Teniope A. Adewumi-Gunn, Esmeralda Ponce, Nourbese Flint, Wendie Robbins

Abstract

Black hair-salon workers face serious health hazards from the product they use on clients and other health hazards at their work. Currently there is a significant research gap in understanding the prevalence of workplace related exposures and health outcomes. The primary objective of this study was to gather preliminary data on workplace exposures and health outcomes of hair care workers in South Los Angeles. We conducted 22 surveys of salon workers at 16 salons. The results suggest the need for proper health and safety training within the salon worker community, specifically around chemical hair services. The results also suggest ergonomic workstation assessments and recommendations would be beneficial to reduce musculoskeletal disorders. Willingness of stylists to learn more about workplace hazards and how to mitigate their risks was high. Our findings indicate the need for a larger community based participatory research study on the workplace exposures of Black salon workers.

X Demographics

X Demographics

The data shown below were collected from the profiles of 23 X users who shared this research output. Click here to find out more about how the information was compiled.
Mendeley readers

Mendeley readers

The data shown below were compiled from readership statistics for 54 Mendeley readers of this research output. Click here to see the associated Mendeley record.

Geographical breakdown

Country Count As %
Unknown 54 100%

Demographic breakdown

Readers by professional status Count As %
Student > Master 9 17%
Student > Ph. D. Student 7 13%
Student > Bachelor 6 11%
Researcher 4 7%
Student > Doctoral Student 2 4%
Other 8 15%
Unknown 18 33%
Readers by discipline Count As %
Medicine and Dentistry 9 17%
Environmental Science 4 7%
Nursing and Health Professions 4 7%
Engineering 4 7%
Biochemistry, Genetics and Molecular Biology 3 6%
Other 10 19%
Unknown 20 37%
Attention Score in Context

Attention Score in Context

This research output has an Altmetric Attention Score of 20. This is our high-level measure of the quality and quantity of online attention that it has received. This Attention Score, as well as the ranking and number of research outputs shown below, was calculated when the research output was last mentioned on 06 March 2018.
All research outputs
#1,926,606
of 25,856,713 outputs
Outputs from Journal of Immigrant and Minority Health
#89
of 1,379 outputs
Outputs of similar age
#32,891
of 319,386 outputs
Outputs of similar age from Journal of Immigrant and Minority Health
#6
of 44 outputs
Altmetric has tracked 25,856,713 research outputs across all sources so far. Compared to these this one has done particularly well and is in the 92nd percentile: it's in the top 10% of all research outputs ever tracked by Altmetric.
So far Altmetric has tracked 1,379 research outputs from this source.
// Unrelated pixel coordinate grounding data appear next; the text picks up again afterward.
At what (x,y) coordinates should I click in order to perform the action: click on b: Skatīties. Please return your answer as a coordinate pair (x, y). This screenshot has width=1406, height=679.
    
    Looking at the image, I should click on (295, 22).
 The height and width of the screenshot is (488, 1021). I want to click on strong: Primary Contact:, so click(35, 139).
They typically receive more attention than average, with a mean Attention Score of 8.4. This one has done particularly well, scoring higher than 93% of its peers.
Older research outputs will score higher simply because they've had more time to accumulate mentions. To account for age we can compare this Altmetric Attention Score to the 319,386 tracked outputs that were published within six weeks on either side of this one in any source. This one has done well, scoring higher than 89% of its contemporaries.
We're also able to compare this research output to 44 others from the same source and published within six weeks on either side of this one. This one has done well, scoring higher than 86% of its contemporaries.